Published May 28, 2008 8:05 PM

Students, teachers and their allies gathered in Boston May 24 to speak out against the unjust deportation of their beloved teacher, Obain Attouoman, an Ivory Coast citizen. According to openmediaboston.org, Attouoman was attending a meeting with Immigration and Customs Enforcement (ICE) officials at the agency’s office in Burlington, Mass., when he was arrested and deported. The exact reason for his deportation at this time is unknown.

Attouoman had been granted a stay of deportation from March 2005 to March 2007, after the highly publicized and well-organized resistance of his students and fellow teachers to an earlier order. Sens. Ted Kennedy and John Kerry along with Rep. Ed Markey had filed legislation that would have granted him permanent residency. The status of this legislation remains unclear.

Mr. Obain, as he is known by his students, was released in March 2005 from a Suffolk County Jail after being jailed for three months on a warrant for deportation. He said that, “The agency (ICE) does not look at me as a human being, with a life and feelings and history.” What happened to Mr. Obain was just “business as usual” for Homeland Security and ICE.

From New Bedford to the Bay Area to New Orleans, all across the U.S., Homeland Security and ICE are terrorizing and breaking apart the lives of individuals and families.

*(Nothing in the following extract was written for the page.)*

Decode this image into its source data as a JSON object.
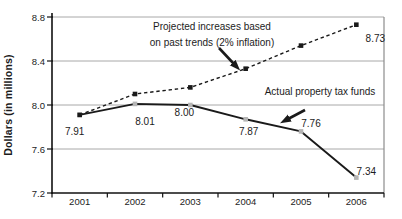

Last March, ICE arrested 361 people, mostly immigrant women who were employed at a factory in New Bedford, Mass. In August, Elvira Arellano was arrested in Los Angeles and deported back to Mexico. While speaking at a rally her young son, Saul “Saulito” Arellano said, “I want to tell all of you to tell President Bush: Stop the raids! Stop the deportations! Stop the separation of families!”

These acts of terrorism are happening every single day across this country. Whether we are talking about the unjust denial of a new trial for Mumia Abu-Jamal or the acquittal of the New York Police Department for the brutal killing of Sean Bell or the racist targeting of immigrants and forced displacement of the survivors of Hurricane Katrina, we need to understand that solidarity is our most potent weapon.

Let us remember the words of the women of the South African National Congress, “You have struck a rock. You have dislodged a boulder. You will be crushed!” A unified movement will be the boulder that crushes this racist, imperialist system.

—Report and photo by Miya

The writer is an organizer for Fight Imperialism, Stand Together (FIST) and the Women’s Fightback Network (WFN) in Boston.